Elizabeth A. Spencer, MD obtained her degree in Neuroscience from the College of William and Mary and graduated Alpha Omega Alpha from Eastern Virginia Medical School before her pediatric residency at UCLA and fellowships at Mount Sinai, Icahn School of Medicine in Pediatric Gastroenterology, Hepatology, and Nutrition, Immunotherapy, and Advanced Inflammatory Bowel Disease (IBD). Her primary research follows multiplex families, families with 3 or more first degree relatives with IBD, to try to ascertain the relative contribution of genetics, microbiome, and the metabolome to the development of IBD. In the multiplex IBD families cohort here at Sinai, she first identified that when multiple siblings are affected within a family they tend to cluster together more often than expected, spurring her to try to identify an environmental trigger behind this clustering. As part of her K grant through ConduITS, she will be exploring the microbiome and metabolome as potential sources of that observed clustering effect. Ultimately, she hopes to identify factors that could be used as a monitoring or preventative strategy for those with an increased risk of IBD.

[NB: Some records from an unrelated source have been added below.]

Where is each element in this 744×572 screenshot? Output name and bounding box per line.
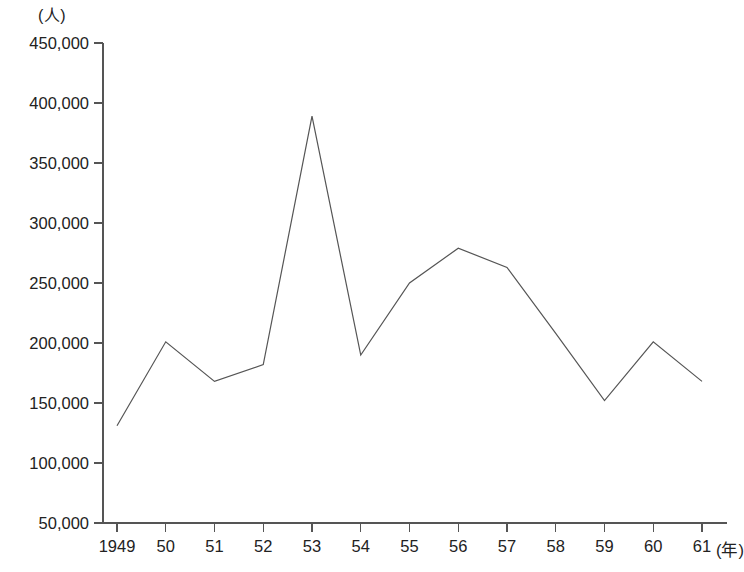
- x-axis-tick-label: 58: [547, 537, 565, 556]
- x-axis-tick-label: 52: [254, 537, 272, 556]
- x-axis-tick-label: 51: [205, 537, 223, 556]
- y-axis-tick-label: 100,000: [0, 454, 89, 473]
- x-axis-tick-label: 60: [644, 537, 662, 556]
- y-axis-tick-label: 200,000: [0, 334, 89, 353]
- x-axis-tick-label: 61: [693, 537, 711, 556]
- chart-plot-area: [0, 0, 744, 572]
- x-axis-tick-label: 55: [400, 537, 418, 556]
- x-axis-unit-label: (年): [716, 537, 744, 561]
- series-polyline: [117, 116, 702, 426]
- x-axis-tick-label: 50: [157, 537, 175, 556]
- x-axis-tick-label: 59: [595, 537, 613, 556]
- y-axis-tick-label: 350,000: [0, 154, 89, 173]
- x-axis-tick-label: 53: [303, 537, 321, 556]
- chart-axes: [94, 43, 727, 532]
- x-axis-tick-label: 56: [449, 537, 467, 556]
- y-axis-tick-label: 150,000: [0, 394, 89, 413]
- x-axis-tick-label: 54: [352, 537, 370, 556]
- y-axis-tick-label: 250,000: [0, 274, 89, 293]
- y-axis-tick-label: 300,000: [0, 214, 89, 233]
- line-chart: (人) 450,000400,000350,000300,000250,0002…: [0, 0, 744, 572]
- y-axis-tick-label: 400,000: [0, 94, 89, 113]
- y-axis-tick-label: 450,000: [0, 34, 89, 53]
- data-series-line: [117, 116, 702, 426]
- y-axis-tick-label: 50,000: [0, 514, 89, 533]
- x-axis-tick-label: 1949: [99, 537, 136, 556]
- x-axis-tick-label: 57: [498, 537, 516, 556]
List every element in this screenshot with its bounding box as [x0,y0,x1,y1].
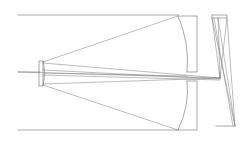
ray [227,18,235,126]
ray [214,18,233,126]
small-lens [39,61,43,86]
optical-diagram [0,0,249,141]
primary-mirror-curve-lower [178,81,188,130]
ray [43,85,178,130]
ray [43,16,178,62]
secondary-element [212,15,227,18]
primary-mirror-curve [178,16,188,72]
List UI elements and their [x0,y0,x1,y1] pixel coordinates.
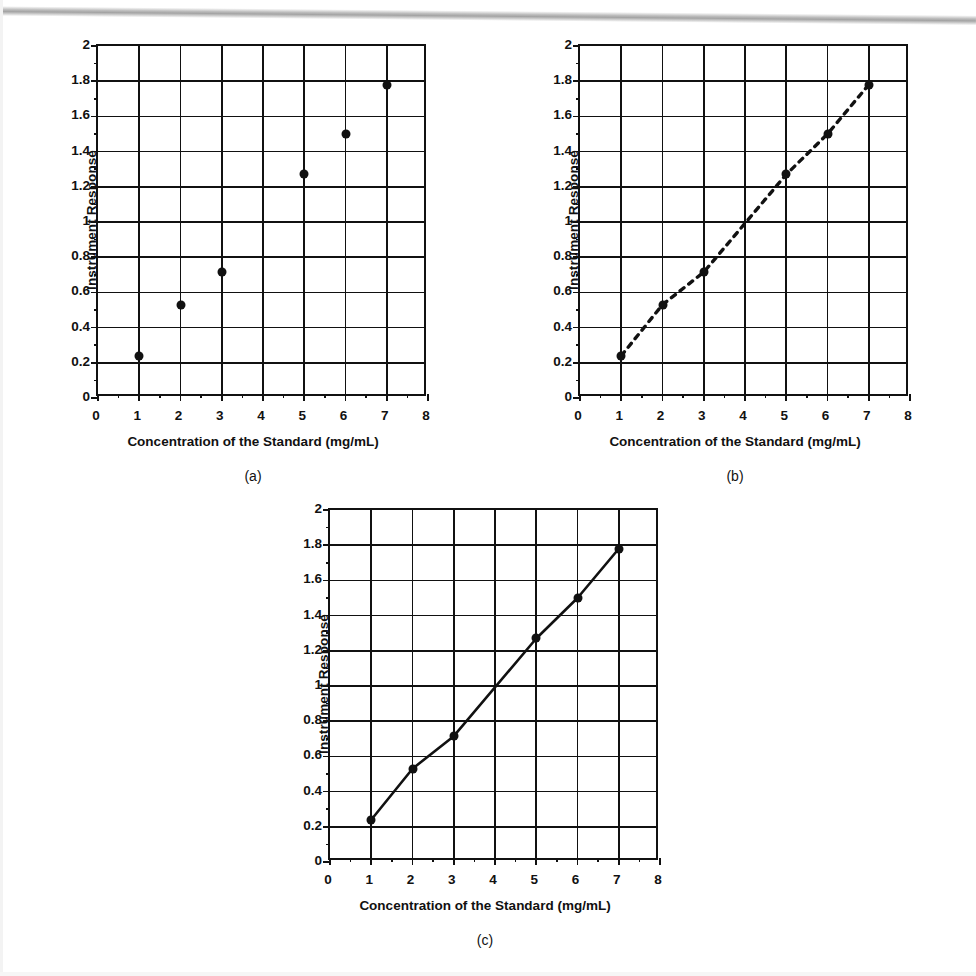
y-tick-major [323,509,330,511]
data-point [382,80,391,89]
gridline-horizontal [98,362,424,364]
x-tick-minor [407,394,409,398]
x-tick-minor [515,858,517,862]
plot-area [96,44,426,396]
x-tick-label: 5 [780,408,788,423]
gridline-vertical [412,510,414,858]
x-tick-label: 7 [381,408,389,423]
y-tick-label: 0.8 [303,712,322,727]
gridline-horizontal [330,580,656,582]
y-tick-label: 0.6 [553,283,572,298]
gridline-horizontal [330,720,656,722]
x-tick-label: 0 [324,872,332,887]
y-tick-label: 2 [564,37,572,52]
x-axis-title: Concentration of the Standard (mg/mL) [250,898,720,913]
gridline-horizontal [580,116,906,118]
y-tick-major [91,221,98,223]
y-tick-minor [94,309,98,311]
y-tick-label: 0 [564,389,572,404]
y-tick-label: 1.8 [553,72,572,87]
gridline-vertical [303,46,305,394]
y-tick-minor [326,703,330,705]
x-tick-minor [806,394,808,398]
x-tick-label: 1 [133,408,141,423]
y-tick-label: 1.2 [303,641,322,656]
y-tick-label: 0.6 [71,283,90,298]
x-tick-label: 3 [216,408,224,423]
x-tick-minor [432,858,434,862]
data-point [341,130,350,139]
x-tick-major [744,394,746,401]
gridline-vertical [221,46,223,394]
gridline-vertical [744,46,746,394]
subfigure-b: Instrument Response00.20.40.60.811.21.41… [500,26,970,496]
gridline-vertical [370,510,372,858]
y-tick-label: 1.4 [553,142,572,157]
y-tick-labels: 00.20.40.60.811.21.41.61.82 [276,508,322,860]
x-axis-title: Concentration of the Standard (mg/mL) [18,434,488,449]
x-tick-minor [283,394,285,398]
gridline-horizontal [98,80,424,82]
x-tick-major [577,858,579,865]
x-tick-label: 7 [613,872,621,887]
data-point [699,268,708,277]
x-tick-label: 5 [298,408,306,423]
x-tick-label: 2 [175,408,183,423]
y-tick-label: 0 [314,853,322,868]
y-tick-major [91,397,98,399]
x-tick-major [662,394,664,401]
y-tick-minor [94,344,98,346]
y-tick-label: 0.2 [303,817,322,832]
data-point [217,268,226,277]
gridline-horizontal [330,544,656,546]
x-tick-minor [365,394,367,398]
y-tick-major [573,80,580,82]
y-tick-major [91,292,98,294]
subfigure-c: Instrument Response00.20.40.60.811.21.41… [250,490,720,970]
y-tick-major [573,362,580,364]
gridline-horizontal [98,221,424,223]
gridline-vertical [494,510,496,858]
y-tick-label: 2 [82,37,90,52]
plot-b: Instrument Response00.20.40.60.811.21.41… [500,26,970,496]
x-tick-minor [350,858,352,862]
data-point [823,130,832,139]
gridline-horizontal [98,151,424,153]
y-tick-label: 0.2 [71,353,90,368]
x-tick-minor [556,858,558,862]
x-tick-minor [765,394,767,398]
x-tick-label: 8 [904,408,912,423]
y-tick-label: 0.4 [553,318,572,333]
gridline-horizontal [330,791,656,793]
y-tick-minor [576,309,580,311]
x-axis-title: Concentration of the Standard (mg/mL) [500,434,970,449]
x-tick-major [618,858,620,865]
x-tick-minor [159,394,161,398]
data-point [367,815,376,824]
y-tick-label: 1.8 [303,536,322,551]
y-tick-major [91,151,98,153]
x-tick-major [494,858,496,865]
gridline-horizontal [580,256,906,258]
y-tick-label: 1.2 [553,177,572,192]
y-tick-label: 0.8 [71,248,90,263]
gridline-vertical [453,510,455,858]
x-tick-major [303,394,305,401]
data-point [449,732,458,741]
gridline-vertical [868,46,870,394]
x-tick-label: 3 [448,872,456,887]
y-tick-minor [326,597,330,599]
gridline-vertical [345,46,347,394]
y-tick-major [323,650,330,652]
gridline-vertical [535,510,537,858]
y-tick-minor [326,738,330,740]
x-tick-major [535,858,537,865]
gridline-vertical [827,46,829,394]
y-tick-major [91,256,98,258]
y-tick-major [323,826,330,828]
y-tick-labels: 00.20.40.60.811.21.41.61.82 [526,44,572,396]
x-tick-minor [474,858,476,862]
y-tick-minor [326,632,330,634]
y-tick-major [573,256,580,258]
x-tick-major [868,394,870,401]
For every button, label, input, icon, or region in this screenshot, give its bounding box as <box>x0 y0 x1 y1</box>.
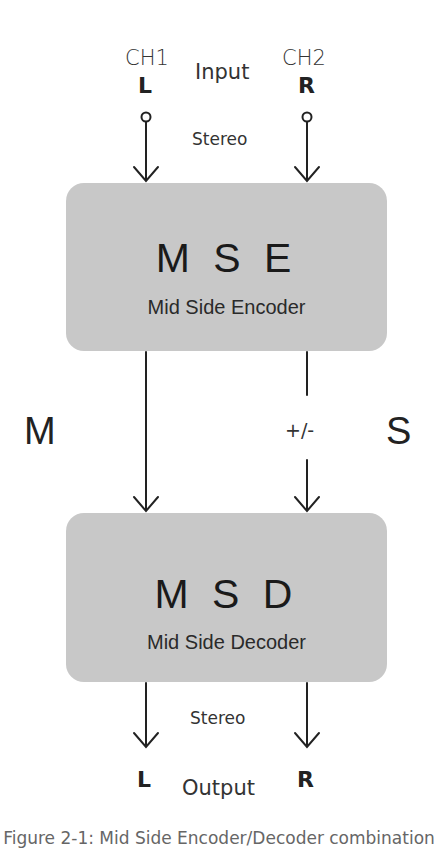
input-l-terminal-icon <box>142 113 151 122</box>
side-polarity-label: +/- <box>285 421 314 440</box>
mid-signal-label: M <box>24 412 56 450</box>
decoder-title: M S D <box>66 571 387 618</box>
input-left-label: L <box>138 75 152 97</box>
output-left-label: L <box>137 769 151 791</box>
ch1-label: CH1 <box>125 48 169 69</box>
ch2-label: CH2 <box>282 48 326 69</box>
output-stereo-label: Stereo <box>190 710 245 727</box>
encoder-title: M S E <box>66 235 387 282</box>
decoder-subtitle: Mid Side Decoder <box>66 631 387 654</box>
figure-caption: Figure 2-1: Mid Side Encoder/Decoder com… <box>0 828 438 848</box>
input-right-label: R <box>298 75 315 97</box>
input-title: Input <box>195 62 249 83</box>
input-r-terminal-icon <box>303 113 312 122</box>
output-title: Output <box>182 778 255 799</box>
side-signal-label: S <box>386 412 411 450</box>
mid-side-encoder-block: M S E Mid Side Encoder <box>66 183 387 351</box>
output-right-label: R <box>297 769 314 791</box>
encoder-subtitle: Mid Side Encoder <box>66 296 387 319</box>
input-stereo-label: Stereo <box>192 131 247 148</box>
mid-side-decoder-block: M S D Mid Side Decoder <box>66 513 387 682</box>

Dr. Spencer is a new KL2 scholar in the CTSA program* her co-mentors are by Marla Dubinsky, MD the Chief of Pediatric Gastroenterology and Nutrition, Co-Director, Susan and Leonard Feinstein IBD Clinical Center and Judy Cho, MD, Director of the Charles Bronfman Personalized Medicine Institute, Ruth Ward-Coleman Professor in Translational Genetics, Medicine, and Gastroenterology, Vice-Chair, Genetics and Gastroenterology at the Icahn School of Medicine, Mount Sinai NY.
*During the no cost extension year of the CTSA, ISMMS is providing funding for the KL2 scholars.